The cheapest compliance tool ever built is a text that asks permission first.

Where First AI Employee stands

Fair question to ask me now: what does my own product do? First AI Employee is inbound first, by design. The AI answers the calls your customers place to you. The liability this article describes attaches to calls your systems originate; when your phone rings and an AI answers it, there is no outbound call to consent to, because the customer made the call.

When our AI does reach out, it is because the caller asked it to, out loud, on the call. ‘Can I text you a link to send photos?’ Yes. ‘Want a text confirming the appointment?’ Yes. That yes is captured on the call, logged with a timestamp, and every text carries STOP. That is the whole outbound story, and it is deliberate. We looked hard at cold outreach as a product and shelved it, because the risk lands on the customer who buys it, and I am not in the business of selling people their own lawsuit.

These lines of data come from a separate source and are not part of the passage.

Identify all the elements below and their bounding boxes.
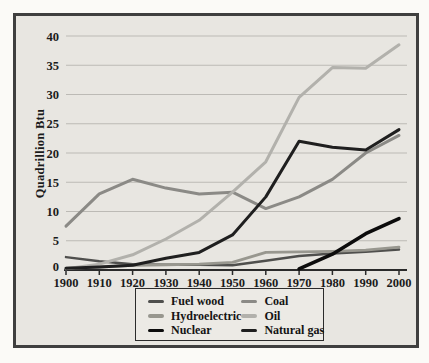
- y-tick-label: 15: [47, 176, 60, 190]
- legend-swatch-natural-gas: [241, 329, 257, 333]
- y-tick-label: 40: [47, 30, 60, 44]
- legend-label-hydroelectric: Hydroelectric: [171, 310, 241, 322]
- y-axis-label: Quadrillion Btu: [33, 84, 48, 224]
- legend: Fuel woodHydroelectricNuclear CoalOilNat…: [135, 288, 324, 341]
- legend-swatch-nuclear: [148, 329, 164, 333]
- y-tick-label: 30: [47, 88, 60, 102]
- x-tick-label: 1910: [87, 276, 112, 290]
- x-tick-label: 1900: [54, 276, 79, 290]
- legend-item-nuclear: Nuclear: [148, 323, 241, 338]
- legend-item-coal: Coal: [241, 294, 324, 309]
- chart-area: 0510152025303540190019101920193019401950…: [16, 16, 416, 345]
- chart-frame: 0510152025303540190019101920193019401950…: [13, 13, 419, 348]
- y-tick-label: 0: [53, 260, 59, 274]
- series-line-nuclear: [299, 219, 399, 269]
- legend-label-nuclear: Nuclear: [171, 324, 212, 336]
- y-axis-ticks: 0510152025303540: [47, 30, 60, 275]
- y-tick-label: 35: [47, 59, 60, 73]
- legend-column: CoalOilNatural gas: [241, 294, 324, 340]
- legend-item-fuel-wood: Fuel wood: [148, 294, 241, 309]
- y-tick-label: 10: [47, 205, 60, 219]
- x-tick-label: 1990: [353, 276, 378, 290]
- legend-swatch-coal: [241, 300, 257, 304]
- legend-swatch-oil: [241, 314, 257, 318]
- y-tick-label: 20: [47, 147, 60, 161]
- y-tick-label: 25: [47, 117, 60, 131]
- series-line-natural-gas: [66, 130, 399, 269]
- figure: 0510152025303540190019101920193019401950…: [0, 0, 429, 363]
- legend-label-natural-gas: Natural gas: [264, 324, 324, 336]
- legend-swatch-fuel-wood: [148, 300, 164, 304]
- legend-label-fuel-wood: Fuel wood: [171, 295, 224, 307]
- y-tick-label: 5: [53, 234, 59, 248]
- x-axis: 1900191019201930194019501960197019801990…: [54, 270, 412, 290]
- legend-column: Fuel woodHydroelectricNuclear: [148, 294, 241, 340]
- legend-label-coal: Coal: [264, 295, 288, 307]
- legend-item-hydroelectric: Hydroelectric: [148, 309, 241, 324]
- legend-swatch-hydroelectric: [148, 314, 164, 318]
- legend-item-natural-gas: Natural gas: [241, 323, 324, 338]
- legend-item-oil: Oil: [241, 309, 324, 324]
- legend-label-oil: Oil: [264, 310, 280, 322]
- x-tick-label: 2000: [387, 276, 412, 290]
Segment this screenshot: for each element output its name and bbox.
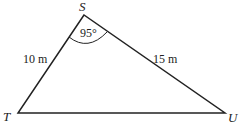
side-label-st: 10 m bbox=[23, 52, 48, 66]
triangle-diagram: S T U 10 m 15 m 95° bbox=[0, 0, 241, 128]
vertex-label-t: T bbox=[3, 109, 11, 124]
side-label-su: 15 m bbox=[153, 52, 178, 66]
triangle-stu bbox=[18, 15, 225, 113]
vertex-label-s: S bbox=[79, 0, 86, 14]
angle-label-s: 95° bbox=[80, 26, 97, 40]
vertex-label-u: U bbox=[228, 110, 239, 125]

If you genuinely want outbound lead callback, it can be run legally, and some vendors run it well. Take the five questions into the sales call and watch how fast the answers come. And a plain word before you act on any of this: I am a founder, not your lawyer. This article is education, not legal advice. An hour with a TCPA attorney before you switch on outbound calling is the cheapest hour on this page.

Key takeaways
AI voices are ‘artificial’ under the TCPA: the FCC ruled unanimously in February 2024, so an AI voice call to a cell phone needs prior express consent, written consent if it contains marketing.
Liability is strict and lands on your business: $500 per call, up to $1,500 for willful violations (47 U.S.C. § 227(b)(3), 1991), no cap, four-year lookback (28 U.S.C. § 1658).
A number typed into a web form is not consent: consent belongs to the phone’s current subscriber (Soppet 2012, Osorio 2014).
Before turning on outbound, demand: text verification before any AI call, 31-day DNC scrubbing plus an internal list, Reassigned Numbers Database checks, exportable consent logs, and instant stop honoring.
First AI Employee is inbound first; the only outbound it sends follows a yes your caller gave on the call.

Common questions

Is outbound AI calling legal?

Yes, with the right consent behind it. The FCC ruled in February 2024 that AI-generated voices are ‘artificial’ under the TCPA, so an AI voice call to a cell phone requires prior express consent, and prior express written consent if it introduces an advertisement or contains telemarketing. Legal outbound AI is a consent-architecture problem: verified numbers, Do-Not-Call scrubbing, logged consent, and instant opt-out. The five vendor questions in this guide are how you test whether a tool was built that way.

Am I liable if my AI tool calls a wrong number?

The business the calls are made for is the one on the hook, not the software company. In Krakauer v. Dish Network (2019), the $61 million judgment fell on Dish for calls a third-party marketer placed on its behalf. Consent belongs to the phone’s current owner, not to whoever typed the number into your form (Soppet 2012, Osorio 2014). Your protection is architecture: verify numbers by text before any AI call, query the FCC’s Reassigned Numbers Database (its safe harbor has covered exactly this scenario since 2021), and keep exportable consent logs.

How long can someone sue over an AI call?

Four years from the call, under the federal catch-all statute of limitations (28 U.S.C. § 1658), which the Second Circuit applied to TCPA claims in Giovanniello v. ALM Media (2013). A non-compliant call made in 2026 is a live claim into 2030, and some state mini-TCPA laws run on their own clocks. Keep your consent records at least that long.